THE VIRGINIAN-PILOT

                         THE VIRGINIAN-PILOT
                 Copyright (c) 1994, Landmark Communications, Inc.

DATE: SATURDAY, June 11, 1994                    TAG: 9406110327 
SECTION: FRONT                     PAGE: A9    EDITION: FINAL  
SOURCE: ASSOCIATED PRESS 
DATELINE: 940611                                 LENGTH: WASHINGTON 

NUCLEAR WEAPONS A SMALLER PART OF U.S. DEFENSE PLAN, REPORT SAYS

{LEAD} Nuclear weapons play a smaller role in U.S. defense than they have in any year since 1945, a Clinton administration review concludes.

Ashton B. Carter, assistant secretary of defense for international security, described the review Friday as covering the whole ``nuclear posture'' of the United States. He worked on it with a representative of the joint chiefs of staff.

{REST} Carter outlined his main concerns to an American Bar Association conference on halting the spread of all weapons of mass destruction. ``The first is proliferation in the former Soviet Union - I would say it's my principal preoccupation,'' he said. ``North Korea is a close second.''

Russia and the United States have agreed not to aim missiles at one another, though missiles could be quickly targeted again.

Carter said the United States is keeping its nuclear arsenal as small as possible. Some weapons have been discarded, nuclear bombers no longer are on continuous alert, there is no more nuclear artillery and cuts are being made in other tactical nuclear weapons, he said.

In 1984, he said, the United States spent $47 billion, more than 13 percent of its military budget, on nuclear weapons; this year the figure is $12.4 billion, or 5 percent.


**What to work on**:
Drop the images. Copy every line below character for character.

**Material to process**:
..............................
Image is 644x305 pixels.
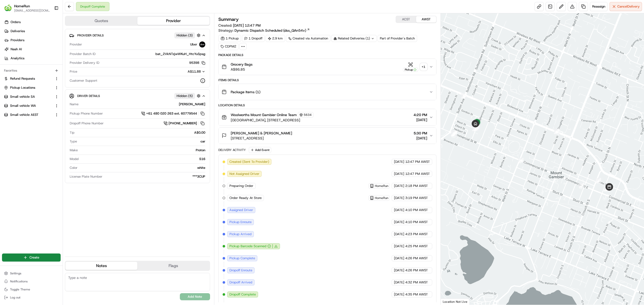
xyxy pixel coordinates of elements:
[2,254,60,262] button: Create
[231,67,253,72] span: A$86.85
[218,78,437,82] div: Items Details
[420,63,427,70] div: + 1
[579,182,584,188] div: 10
[405,208,428,212] span: 4:10 PM AWST
[230,196,262,200] span: Order Ready At Store
[4,104,53,108] a: Small vehicle WA
[231,90,260,95] span: Package Items ( 1 )
[10,279,28,284] span: Notifications
[79,166,206,170] div: white
[230,184,254,188] span: Preparing Order
[593,4,605,9] span: Reassign
[137,17,209,25] button: Provider
[65,262,137,270] button: Notes
[231,112,297,117] span: Woolworths Mount Gambier Online Team
[461,93,467,99] div: 5
[77,94,100,98] span: Driver Details
[174,93,202,99] button: Hidden (5)
[11,47,22,51] span: Nash AI
[304,113,312,117] span: 5634
[405,292,428,297] span: 4:35 PM AWST
[70,102,79,107] span: Name
[405,268,428,272] span: 4:26 PM AWST
[394,292,405,297] span: [DATE]
[405,244,428,248] span: 4:25 PM AWST
[70,42,82,47] span: Provider
[163,121,206,126] a: [PHONE_NUMBER]
[617,4,640,9] span: Cancel Delivery
[403,62,427,72] button: Pickup+1
[414,131,427,136] span: 5:30 PM
[218,28,310,33] div: Strategy:
[472,126,478,131] div: 12
[405,256,428,260] span: 4:26 PM AWST
[155,52,206,56] span: bat_2VkNTzjwWKuH_HtcYuSpsg
[70,69,77,74] span: Price
[596,178,601,183] div: 7
[604,186,610,191] div: 9
[77,33,104,37] span: Provider Details
[2,93,60,101] button: Small vehicle SA
[70,139,77,144] span: Type
[219,128,436,144] button: [PERSON_NAME] & [PERSON_NAME][STREET_ADDRESS]5:30 PM[DATE]
[4,113,53,117] a: Small vehicle AEST
[2,270,60,277] button: Settings
[394,184,405,188] span: [DATE]
[10,95,35,99] span: Small vehicle SA
[2,2,52,14] button: HomeRunHomeRun[EMAIL_ADDRESS][DOMAIN_NAME]
[2,278,60,285] button: Notifications
[414,136,427,141] span: [DATE]
[69,92,206,100] button: Driver DetailsHidden (5)
[30,255,39,260] span: Create
[405,159,430,164] span: 12:47 PM AWST
[70,52,96,56] span: Provider Batch ID
[2,66,60,75] div: Favorites
[394,244,405,248] span: [DATE]
[36,27,61,31] a: Powered byPylon
[14,9,50,12] button: [EMAIL_ADDRESS][DOMAIN_NAME]
[405,220,428,224] span: 4:10 PM AWST
[70,166,78,170] span: Color
[70,60,100,65] span: Provider Delivery ID
[242,35,265,42] div: 1 Dropoff
[375,196,389,200] span: HomeRun
[69,31,206,39] button: Provider DetailsHidden (3)
[141,111,206,117] a: +61 480 020 263 ext. 60779544
[11,20,21,24] span: Orders
[230,232,252,236] span: Pickup Arrived
[230,159,269,164] span: Created (Sent To Provider)
[394,280,405,285] span: [DATE]
[218,43,239,50] div: CDPM2
[177,33,193,38] span: Hidden ( 3 )
[190,42,197,47] span: Uber
[10,113,39,117] span: Small vehicle AEST
[394,268,405,272] span: [DATE]
[70,78,97,83] span: Customer Support
[286,35,330,42] div: Created via Automation
[233,23,261,28] span: [DATE] 12:47 PM
[10,271,21,275] span: Settings
[230,292,256,297] span: Dropoff Complete
[518,158,524,163] div: 11
[405,232,428,236] span: 4:23 PM AWST
[10,104,36,108] span: Small vehicle WA
[218,23,261,28] span: Created:
[10,76,35,81] span: Refund Requests
[394,208,405,212] span: [DATE]
[4,85,53,90] a: Pickup Locations
[81,102,206,107] div: [PERSON_NAME]
[200,42,206,48] img: uber-new-logo.jpeg
[14,3,30,9] span: HomeRun
[219,59,436,75] button: Grocery BagsA$86.85Pickup+1
[331,35,377,42] div: Related Deliveries (1)
[266,35,285,42] div: 2.9 km
[189,60,206,65] button: 95398
[81,157,206,161] div: S16
[218,53,437,57] div: Package Details
[2,75,60,83] button: Refund Requests
[2,286,60,293] button: Toggle Theme
[230,256,255,260] span: Pickup Complete
[177,94,193,98] span: Hidden ( 5 )
[2,27,63,35] a: Deliveries
[11,56,24,60] span: Analytics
..............................
**Answer for this exercise**:
Image is 644x305 pixels.
xyxy pixel coordinates of elements:
[2,254,60,262] button: Create
[231,67,253,72] span: A$86.85
[218,78,437,82] div: Items Details
[420,63,427,70] div: + 1
[579,182,584,188] div: 10
[405,208,428,212] span: 4:10 PM AWST
[230,196,262,200] span: Order Ready At Store
[4,104,53,108] a: Small vehicle WA
[231,90,260,95] span: Package Items ( 1 )
[10,279,28,284] span: Notifications
[79,166,206,170] div: white
[230,184,254,188] span: Preparing Order
[593,4,605,9] span: Reassign
[137,17,209,25] button: Provider
[65,262,137,270] button: Notes
[231,112,297,117] span: Woolworths Mount Gambier Online Team
[461,93,467,99] div: 5
[77,94,100,98] span: Driver Details
[174,93,202,99] button: Hidden (5)
[11,47,22,51] span: Nash AI
[304,113,312,117] span: 5634
[405,292,428,297] span: 4:35 PM AWST
[70,102,79,107] span: Name
[405,268,428,272] span: 4:26 PM AWST
[394,292,405,297] span: [DATE]
[405,244,428,248] span: 4:25 PM AWST
[70,42,82,47] span: Provider
[163,121,206,126] a: [PHONE_NUMBER]
[617,4,640,9] span: Cancel Delivery
[403,62,427,72] button: Pickup+1
[414,131,427,136] span: 5:30 PM
[218,28,310,33] div: Strategy:
[472,126,478,131] div: 12
[405,256,428,260] span: 4:26 PM AWST
[155,52,206,56] span: bat_2VkNTzjwWKuH_HtcYuSpsg
[70,69,77,74] span: Price
[596,178,601,183] div: 7
[604,186,610,191] div: 9
[77,33,104,37] span: Provider Details
[2,93,60,101] button: Small vehicle SA
[70,139,77,144] span: Type
[219,128,436,144] button: [PERSON_NAME] & [PERSON_NAME][STREET_ADDRESS]5:30 PM[DATE]
[4,113,53,117] a: Small vehicle AEST
[2,270,60,277] button: Settings
[394,184,405,188] span: [DATE]
[10,95,35,99] span: Small vehicle SA
[2,2,52,14] button: HomeRunHomeRun[EMAIL_ADDRESS][DOMAIN_NAME]
[2,278,60,285] button: Notifications
[414,136,427,141] span: [DATE]
[69,92,206,100] button: Driver DetailsHidden (5)
[30,255,39,260] span: Create
[405,159,430,164] span: 12:47 PM AWST
[70,52,96,56] span: Provider Batch ID
[2,66,60,75] div: Favorites
[394,244,405,248] span: [DATE]
[36,27,61,31] a: Powered byPylon
[14,9,50,12] button: [EMAIL_ADDRESS][DOMAIN_NAME]
[405,220,428,224] span: 4:10 PM AWST
[70,166,78,170] span: Color
[70,60,100,65] span: Provider Delivery ID
[242,35,265,42] div: 1 Dropoff
[375,196,389,200] span: HomeRun
[69,31,206,39] button: Provider DetailsHidden (3)
[141,111,206,117] a: +61 480 020 263 ext. 60779544
[11,20,21,24] span: Orders
[230,232,252,236] span: Pickup Arrived
[230,159,269,164] span: Created (Sent To Provider)
[394,280,405,285] span: [DATE]
[218,43,239,50] div: CDPM2
[177,33,193,38] span: Hidden ( 3 )
[190,42,197,47] span: Uber
[10,113,39,117] span: Small vehicle AEST
[394,268,405,272] span: [DATE]
[70,78,97,83] span: Customer Support
[286,35,330,42] div: Created via Automation
[233,23,261,28] span: [DATE] 12:47 PM
[10,271,21,275] span: Settings
[230,292,256,297] span: Dropoff Complete
[518,158,524,163] div: 11
[405,232,428,236] span: 4:23 PM AWST
[10,104,36,108] span: Small vehicle WA
[218,23,261,28] span: Created:
[10,76,35,81] span: Refund Requests
[394,208,405,212] span: [DATE]
[4,85,53,90] a: Pickup Locations
[81,102,206,107] div: [PERSON_NAME]
[200,42,206,48] img: uber-new-logo.jpeg
[14,3,30,9] span: HomeRun
[219,59,436,75] button: Grocery BagsA$86.85Pickup+1
[331,35,377,42] div: Related Deliveries (1)
[266,35,285,42] div: 2.9 km
[189,60,206,65] button: 95398
[81,157,206,161] div: S16
[218,53,437,57] div: Package Details
[2,75,60,83] button: Refund Requests
[2,286,60,293] button: Toggle Theme
[230,256,255,260] span: Pickup Complete
[177,94,193,98] span: Hidden ( 5 )
[2,27,63,35] a: Deliveries
[11,56,24,60] span: Analytics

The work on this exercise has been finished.